Tuesday, November 26, 2013

Role Reversal on Personalized Service

Technology always changes the relationships between businesses and people, just as it does between people and between businesses. As we move into the final weeks before the New Year, it's worth considering how these changes affect us.

Two particular trends affect those of us who run small service businesses. Taken together, they represent a role reversal with regard to the large service organizations out there. We're becoming less "personalized" in our service while the big boys are becoming more personalized.

Ten years ago the big organizations couldn't compete with us on this score. We know our clients by name. We attend their BBQ parties. We send them thank you notes. We know the quirkiness of their servers and printers.

In the meantime, the big companies didn't know their customers except through some macro-level buying habits. They focused on transactions rather than people. Transactions might be money, but it might also be gigabits sold, contracts signed, boxes shipped, or licenses installed. In this equation, "people" are just names on a mailing list.

But now we are becoming more transaction-oriented while the large corporations are becoming more personalized. Interestingly enough, their move toward personalization is pushing us toward the transaction model with our clients. Here's what I mean.

Big service organizations are becoming more personalized because they can now gather massive amounts of data and attach very specific information to specific clients. Instead of dealing with big chunks of users based on zip code or age, these companies can drill down into very specific buying histories and patterns. They can serve up personalized experiences in real time.

The most obvious examples are in retail. Amazon is king of this. You bought the last three novels by this author. She's got a new out now. Shall we add that to your cart? At the grocery store, if you don't buy your favorite chips two weeks in a row, you might just find a discount coupon at the bottom of your receipt.

Meanwhile, we small service providers are finding that transactions are the wave of the future us. Just look at your Cost of Goods Sold:
- BDR Units
- Anti-Virus licenses
- Spam filter licenses
- Gigabits of storage
- RMM agents deployed
- Hosted mail boxes
- Web sites
- VOIP lines

Of course these things translate into units deployed, clients under service, cloud packages deployed, etc. Even the way we describe our businesses to each other has changed. "I have fifteen servers and 400 desktops on managed service."

Transactions. We deploy licenses during the month, get paid for them in real time, and pay just for what we use. When you deploy enough licenses, your cost drops from $1.10 per unit to $1.07. It's all about transactions.

If there's bad news for us, it's that we are moving into an era in which we no longer push or deliver the kind of personalized service we used to. Microsoft wants us all to sell Office 365 and make pennies per transaction. The only way to make that work is to have thousands of transactions.

In the meantime, companies like mine are offering our services to "strangers" all over the country because we're going to deliver them basic remote services that are 100% transaction based. They sign up and get service. Calls go to a help desk. And we only get involved when the job needs to be escalated. Ideally, most clients will never need that.

One of my favorite quotes is:

"The factory of the future will have only two employees, a man and a dog. The man will be there to feed the dog. The dog will be there to keep the man from touching the equipment." - Warren G. Bennis

We're heading in that direction.

The good news is that the big service organizations will never be able to compete with us on personalization. We can compete in some small way with transactions. But they can never actually "know" their clients. We still can - if we choose to.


## Work to complete
Each line of the records that holds "States" should be shown in full.

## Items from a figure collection
BEGIN
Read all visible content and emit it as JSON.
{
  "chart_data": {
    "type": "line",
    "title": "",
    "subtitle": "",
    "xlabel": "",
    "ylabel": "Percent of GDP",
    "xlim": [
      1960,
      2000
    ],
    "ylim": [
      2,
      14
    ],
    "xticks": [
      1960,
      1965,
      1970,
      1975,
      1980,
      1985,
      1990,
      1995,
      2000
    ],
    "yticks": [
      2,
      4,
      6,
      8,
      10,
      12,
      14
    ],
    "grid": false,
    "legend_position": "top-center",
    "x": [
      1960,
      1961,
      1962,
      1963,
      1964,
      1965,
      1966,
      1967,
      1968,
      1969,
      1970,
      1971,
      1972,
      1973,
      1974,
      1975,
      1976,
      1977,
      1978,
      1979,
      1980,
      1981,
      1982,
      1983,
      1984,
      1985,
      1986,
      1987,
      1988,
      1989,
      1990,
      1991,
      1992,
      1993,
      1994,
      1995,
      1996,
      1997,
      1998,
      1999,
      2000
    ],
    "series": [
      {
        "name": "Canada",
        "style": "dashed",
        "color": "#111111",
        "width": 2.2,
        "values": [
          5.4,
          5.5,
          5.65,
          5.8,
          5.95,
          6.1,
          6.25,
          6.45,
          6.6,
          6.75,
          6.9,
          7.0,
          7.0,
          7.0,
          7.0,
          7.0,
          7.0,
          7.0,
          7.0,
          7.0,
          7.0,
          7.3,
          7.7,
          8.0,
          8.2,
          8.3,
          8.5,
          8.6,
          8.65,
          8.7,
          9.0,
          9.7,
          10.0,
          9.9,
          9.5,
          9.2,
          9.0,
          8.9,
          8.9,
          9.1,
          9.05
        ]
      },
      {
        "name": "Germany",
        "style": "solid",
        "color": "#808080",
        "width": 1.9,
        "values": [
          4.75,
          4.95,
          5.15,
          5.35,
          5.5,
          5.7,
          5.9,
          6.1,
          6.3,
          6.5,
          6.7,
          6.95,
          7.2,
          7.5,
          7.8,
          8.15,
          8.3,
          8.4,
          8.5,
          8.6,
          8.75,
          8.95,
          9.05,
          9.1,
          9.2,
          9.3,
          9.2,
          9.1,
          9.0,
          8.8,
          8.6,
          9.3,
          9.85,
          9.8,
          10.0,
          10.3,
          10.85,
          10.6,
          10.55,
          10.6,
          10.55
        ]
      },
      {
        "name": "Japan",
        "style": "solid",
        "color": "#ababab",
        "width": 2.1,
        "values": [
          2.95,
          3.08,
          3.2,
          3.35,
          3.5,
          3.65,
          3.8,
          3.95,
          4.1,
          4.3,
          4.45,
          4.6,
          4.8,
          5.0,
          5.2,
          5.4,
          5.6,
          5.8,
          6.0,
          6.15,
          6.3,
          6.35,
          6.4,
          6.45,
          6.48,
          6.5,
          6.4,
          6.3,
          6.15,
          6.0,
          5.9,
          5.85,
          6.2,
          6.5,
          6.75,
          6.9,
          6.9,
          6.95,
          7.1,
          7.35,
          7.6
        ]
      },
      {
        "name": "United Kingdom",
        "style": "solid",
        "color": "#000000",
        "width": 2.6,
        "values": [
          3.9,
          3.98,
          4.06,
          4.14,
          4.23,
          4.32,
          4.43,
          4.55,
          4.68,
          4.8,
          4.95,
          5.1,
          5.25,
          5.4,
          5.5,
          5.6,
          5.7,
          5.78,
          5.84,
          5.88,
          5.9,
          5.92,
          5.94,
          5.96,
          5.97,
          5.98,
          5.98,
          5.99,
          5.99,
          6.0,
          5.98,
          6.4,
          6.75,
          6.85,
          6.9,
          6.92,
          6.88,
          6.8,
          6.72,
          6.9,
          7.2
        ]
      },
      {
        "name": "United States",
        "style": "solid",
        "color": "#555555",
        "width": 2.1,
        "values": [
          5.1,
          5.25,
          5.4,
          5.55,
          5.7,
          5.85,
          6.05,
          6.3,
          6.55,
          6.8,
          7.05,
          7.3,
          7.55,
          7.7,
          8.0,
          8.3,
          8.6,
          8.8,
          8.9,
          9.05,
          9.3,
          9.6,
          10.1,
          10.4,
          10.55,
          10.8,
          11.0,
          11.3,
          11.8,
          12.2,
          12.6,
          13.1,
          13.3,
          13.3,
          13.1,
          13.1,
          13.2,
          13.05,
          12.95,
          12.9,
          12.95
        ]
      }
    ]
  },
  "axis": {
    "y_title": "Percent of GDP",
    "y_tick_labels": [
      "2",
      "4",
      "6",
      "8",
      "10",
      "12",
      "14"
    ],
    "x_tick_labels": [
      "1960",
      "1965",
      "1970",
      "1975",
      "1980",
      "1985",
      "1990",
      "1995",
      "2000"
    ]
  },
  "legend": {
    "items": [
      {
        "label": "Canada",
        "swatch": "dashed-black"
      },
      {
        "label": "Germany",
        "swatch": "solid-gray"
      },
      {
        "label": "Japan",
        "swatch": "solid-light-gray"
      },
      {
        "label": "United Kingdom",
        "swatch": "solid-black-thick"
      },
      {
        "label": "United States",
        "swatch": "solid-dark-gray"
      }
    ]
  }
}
END
## Answer box
        "name": "United States",
        "label": "United States",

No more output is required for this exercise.